I think for long-term coherence one typically needs specialized scaffolding.
Here is an example: https://www.lesswrong.com/posts/7FjgMLbqS6Z6yYKau/recurrentgpt-a-loom-type-tool-with-a-twist
Basically, one wants to accumulate some kind of “state of the virtual world in question” as a memory while the story unfolds. Although, I can imagine that if the models start having “true long context” (e.g. long context without recall deterioration), and if that context is long enough to include the whole story, this might become unnecessary. So one might want to watch for emergence of those models (I think we are finally starting to see some tangible progress in this sense).
Thanks for your comment, I took a look at your example, but i'd say that is addressing a different issue - constrained output tokens, not ingestion of input tokens. I also wanted to avoid scaffolding approaches since i'm zero shotting, I don't want to use a chained series of prompts or chunking, I want to submit a single prompt.

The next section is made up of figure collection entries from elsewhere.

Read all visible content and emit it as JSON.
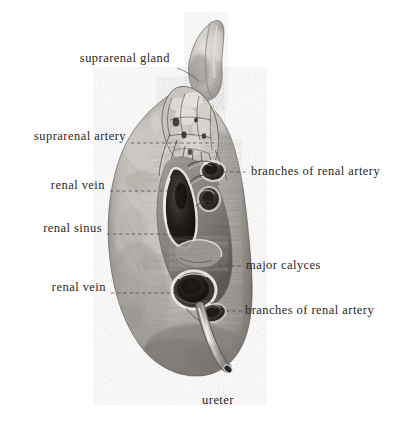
{
  "plate": {
    "subject": "right kidney with suprarenal gland, hilum dissected",
    "background_color": "#ffffff",
    "label_color": "#2b2724",
    "leader_color": "#4a4440",
    "width": 405,
    "height": 431
  },
  "labels": [
    {
      "id": "suprarenal-gland",
      "text": "suprarenal gland",
      "align": "right",
      "x": 68,
      "y": 59,
      "leader": {
        "type": "curve",
        "points": "177,68 191,74 198,80"
      }
    },
    {
      "id": "suprarenal-artery",
      "text": "suprarenal artery",
      "align": "right",
      "x": 18,
      "y": 137,
      "leader": {
        "type": "dashed",
        "points": "131,143 214,143"
      }
    },
    {
      "id": "renal-vein-upper",
      "text": "renal vein",
      "align": "right",
      "x": 48,
      "y": 186,
      "leader": {
        "type": "dashed",
        "points": "110,191 172,191"
      }
    },
    {
      "id": "renal-sinus",
      "text": "renal sinus",
      "align": "right",
      "x": 36,
      "y": 229,
      "leader": {
        "type": "dashed",
        "points": "107,234 173,234"
      }
    },
    {
      "id": "renal-vein-lower",
      "text": "renal vein",
      "align": "right",
      "x": 46,
      "y": 288,
      "leader": {
        "type": "dashed",
        "points": "111,293 178,293"
      }
    },
    {
      "id": "branches-of-renal-artery-upper",
      "text": "branches of renal artery",
      "align": "left",
      "x": 251,
      "y": 167,
      "leader": {
        "type": "dashed",
        "points": "224,172 249,172"
      }
    },
    {
      "id": "major-calyces",
      "text": "major calyces",
      "align": "left",
      "x": 246,
      "y": 261,
      "leader": {
        "type": "dashed",
        "points": "219,266 243,266"
      }
    },
    {
      "id": "branches-of-renal-artery-lower",
      "text": "branches of renal artery",
      "align": "left",
      "x": 245,
      "y": 306,
      "leader": {
        "type": "dashed",
        "points": "220,311 243,311"
      }
    },
    {
      "id": "ureter",
      "text": "ureter",
      "align": "center",
      "x": 213,
      "y": 396,
      "leader": {
        "type": "none",
        "points": ""
      }
    }
  ],
  "specimen": {
    "outline_fill": "#b8b4ae",
    "shadow_color": "#6f6a65",
    "highlight_color": "#e4e1dc",
    "structures": [
      {
        "id": "suprarenal-gland-body",
        "kind": "gland",
        "tone": "#cfccc6"
      },
      {
        "id": "kidney-cortex",
        "kind": "parenchyma",
        "tone": "#b2aea8"
      },
      {
        "id": "renal-vein-opening-upper",
        "kind": "vessel-lumen",
        "tone": "#1d1b19"
      },
      {
        "id": "renal-artery-branch-opening-a",
        "kind": "vessel-lumen",
        "tone": "#262320"
      },
      {
        "id": "renal-artery-branch-opening-b",
        "kind": "vessel-lumen",
        "tone": "#2a2724"
      },
      {
        "id": "renal-vein-opening-lower",
        "kind": "vessel-lumen",
        "tone": "#3a3430"
      },
      {
        "id": "renal-artery-branch-opening-c",
        "kind": "vessel-lumen",
        "tone": "#241f1c"
      },
      {
        "id": "major-calyx",
        "kind": "calyx",
        "tone": "#8e8984"
      },
      {
        "id": "ureter-tube",
        "kind": "tube",
        "tone": "#d8d4ce"
      }
    ]
  }
}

I'm looking for any techniques similar to including an index of the prompt sections (like in a book with a list of the chapters) for the prompt and some character strings that differentiate the prompt's sections. Here's an example o...
Per https://eightyonekilograms.tumblr.com/post/772774450949177344/i-work-at-google-yes-this-is-basically-correct , long LLM context windows are basically just short windows extended with imperfect hacks, so the loss of coherence is probably hard to avoid.

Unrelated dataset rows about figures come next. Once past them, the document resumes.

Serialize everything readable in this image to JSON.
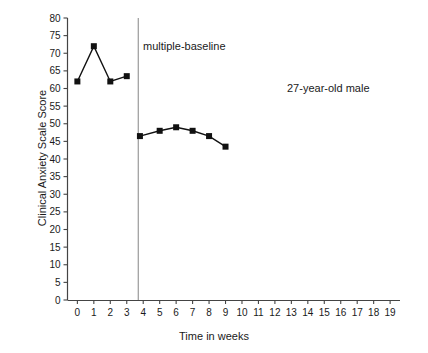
{
  "chart_data": {
    "type": "line",
    "title": "",
    "xlabel": "Time in weeks",
    "ylabel": "Clinical Anxiety Scale Score",
    "xlim": [
      -0.6,
      19.6
    ],
    "ylim": [
      0,
      80
    ],
    "xticks": [
      0,
      1,
      2,
      3,
      4,
      5,
      6,
      7,
      8,
      9,
      10,
      11,
      12,
      13,
      14,
      15,
      16,
      17,
      18,
      19
    ],
    "yticks": [
      0,
      5,
      10,
      15,
      20,
      25,
      30,
      35,
      40,
      45,
      50,
      55,
      60,
      65,
      70,
      75,
      80
    ],
    "grid": false,
    "legend": null,
    "marker": "square",
    "line_color": "#111111",
    "marker_color": "#111111",
    "series": [
      {
        "name": "baseline",
        "x": [
          0,
          1,
          2,
          3
        ],
        "values": [
          62,
          72,
          62,
          63.5
        ]
      },
      {
        "name": "treatment",
        "x": [
          3.8,
          5,
          6,
          7,
          8,
          9
        ],
        "values": [
          46.5,
          48,
          49,
          48,
          46.5,
          43.5
        ]
      }
    ],
    "annotations": [
      {
        "id": "phase-line-label",
        "text": "multiple-baseline",
        "x": 3.9,
        "y": 71
      },
      {
        "id": "subject-label",
        "text": "27-year-old male",
        "x": 12.2,
        "y": 62
      }
    ],
    "phase_line": {
      "x": 3.7,
      "color": "#9a9a9a"
    }
  },
  "axis": {
    "x_tick_labels": [
      "0",
      "1",
      "2",
      "3",
      "4",
      "5",
      "6",
      "7",
      "8",
      "9",
      "10",
      "11",
      "12",
      "13",
      "14",
      "15",
      "16",
      "17",
      "18",
      "19"
    ],
    "y_tick_labels": [
      "0",
      "5",
      "10",
      "15",
      "20",
      "25",
      "30",
      "35",
      "40",
      "45",
      "50",
      "55",
      "60",
      "65",
      "70",
      "75",
      "80"
    ]
  },
  "labels": {
    "y_axis_title": "Clinical Anxiety Scale Score",
    "x_axis_title": "Time in weeks",
    "phase_annotation": "multiple-baseline",
    "subject_annotation": "27-year-old male"
  }
}
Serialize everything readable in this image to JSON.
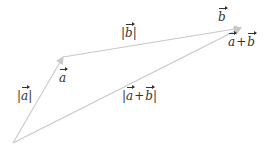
{
  "diagram": {
    "colors": {
      "line": "#c8c8c8",
      "text": "#333333",
      "background": "#ffffff"
    },
    "points": {
      "O": [
        13,
        143
      ],
      "A": [
        63,
        57
      ],
      "B": [
        241,
        28
      ]
    },
    "edges": [
      {
        "id": "a",
        "from": "O",
        "to": "A",
        "label": "a"
      },
      {
        "id": "b",
        "from": "A",
        "to": "B",
        "label": "b"
      },
      {
        "id": "sum",
        "from": "O",
        "to": "B",
        "label": "a+b"
      }
    ],
    "labels": {
      "abs_a": {
        "bar": "|",
        "var": "a"
      },
      "vec_a": {
        "var": "a"
      },
      "abs_b": {
        "bar": "|",
        "var": "b"
      },
      "vec_b": {
        "var": "b"
      },
      "vec_sum": {
        "var1": "a",
        "op": "+",
        "var2": "b"
      },
      "abs_sum": {
        "bar": "|",
        "var1": "a",
        "op": "+",
        "var2": "b"
      }
    }
  }
}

Here's the Replit CEO Amjad Masad confirming what i've seen (timestamp: 36:45). "After 32k tokens, reasoning and a lot of benchmarks tank"

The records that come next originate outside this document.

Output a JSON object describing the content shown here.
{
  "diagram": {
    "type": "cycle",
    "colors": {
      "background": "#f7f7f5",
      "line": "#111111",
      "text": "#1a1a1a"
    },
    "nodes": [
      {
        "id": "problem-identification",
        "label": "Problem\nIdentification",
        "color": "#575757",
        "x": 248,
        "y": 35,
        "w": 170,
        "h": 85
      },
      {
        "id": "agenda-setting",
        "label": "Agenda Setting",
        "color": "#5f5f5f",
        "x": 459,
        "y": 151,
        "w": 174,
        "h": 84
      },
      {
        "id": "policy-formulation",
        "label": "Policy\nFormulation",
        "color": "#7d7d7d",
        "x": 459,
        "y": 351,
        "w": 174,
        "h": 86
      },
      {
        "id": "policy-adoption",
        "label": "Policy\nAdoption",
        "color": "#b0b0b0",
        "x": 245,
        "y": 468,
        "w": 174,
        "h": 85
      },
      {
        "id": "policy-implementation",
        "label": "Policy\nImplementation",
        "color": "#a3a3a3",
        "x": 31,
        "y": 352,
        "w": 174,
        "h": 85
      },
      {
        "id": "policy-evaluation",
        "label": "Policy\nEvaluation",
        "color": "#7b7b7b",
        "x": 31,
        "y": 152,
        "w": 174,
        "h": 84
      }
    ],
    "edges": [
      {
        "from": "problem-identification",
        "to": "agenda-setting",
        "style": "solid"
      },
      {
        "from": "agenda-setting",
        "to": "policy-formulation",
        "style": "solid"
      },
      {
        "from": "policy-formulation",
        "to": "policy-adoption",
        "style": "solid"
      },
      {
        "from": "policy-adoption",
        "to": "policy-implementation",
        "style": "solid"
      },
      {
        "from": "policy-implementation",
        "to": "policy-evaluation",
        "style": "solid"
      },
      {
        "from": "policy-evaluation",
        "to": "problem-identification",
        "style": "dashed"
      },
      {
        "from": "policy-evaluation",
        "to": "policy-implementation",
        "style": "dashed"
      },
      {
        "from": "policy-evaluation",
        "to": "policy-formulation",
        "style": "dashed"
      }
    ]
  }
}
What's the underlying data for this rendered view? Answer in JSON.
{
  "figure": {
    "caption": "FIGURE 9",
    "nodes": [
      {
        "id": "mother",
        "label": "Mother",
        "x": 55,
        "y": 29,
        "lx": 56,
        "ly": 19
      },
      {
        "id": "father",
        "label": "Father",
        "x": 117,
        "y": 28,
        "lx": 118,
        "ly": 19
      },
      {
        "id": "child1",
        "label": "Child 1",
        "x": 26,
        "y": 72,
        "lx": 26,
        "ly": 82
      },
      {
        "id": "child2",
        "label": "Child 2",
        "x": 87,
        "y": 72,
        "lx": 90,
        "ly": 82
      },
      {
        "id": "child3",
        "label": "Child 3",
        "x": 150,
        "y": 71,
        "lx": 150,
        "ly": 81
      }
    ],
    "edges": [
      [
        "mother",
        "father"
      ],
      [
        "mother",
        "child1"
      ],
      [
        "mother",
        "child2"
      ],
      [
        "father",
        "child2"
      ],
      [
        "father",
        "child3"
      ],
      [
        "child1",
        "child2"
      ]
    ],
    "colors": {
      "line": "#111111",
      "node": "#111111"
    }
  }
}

I see a lot of marketing about "max input tokens" being in the hundreds of thousands or millions of tokens, but I have a theory that this only works with simple prompts like "summarise this data, here is the data...".
If you have a prompt without a strong directive, made up of sections with equal sizes, then you lose coherence very fast. Gemini 1.5 Pro lost coherence at 25k input tokens. Gemini 2.5 Pro loses coherence at 35k with my prompts.
Imagine you're trying to construct a "thought" for an llm, where actions are extracted from the response and ran. The prompt has sections like:
etc etc
Here's a visual of how i'm constructing prompts and experiencing this problem, with 2 charts that show how we can have 2 kinds of prompts, one that is simple, and another with many distinct prompt sections. Each bar segment represents a "prompt section", with the bar being total input tokens the prompt uses:
imagine that the directive is first, then the data in the prompt - I couldn't wrangle office charts quickly this time
Is there any research in this space that I can read or watch?
What i'm working on is dynamically constructing prompts where the llm's response is parsed into actions, and on the next run the llm receives the actions' outcomes in the prompt. I'm having fun thinking about how we can construct a thought for an llm. Kind of like making a zero shot self improving system.
I have a dynamically assembled prompt with 16 sections which is working amazingly well, but I want to know of any traps as I expand and enhance it?
For example, adding a predictions section, and a section for adding goals that the llm maintains made a huge difference it what was achieved.
I want to avoid the multiple agents ai system architecture here, i'm interested in zero shot prompting.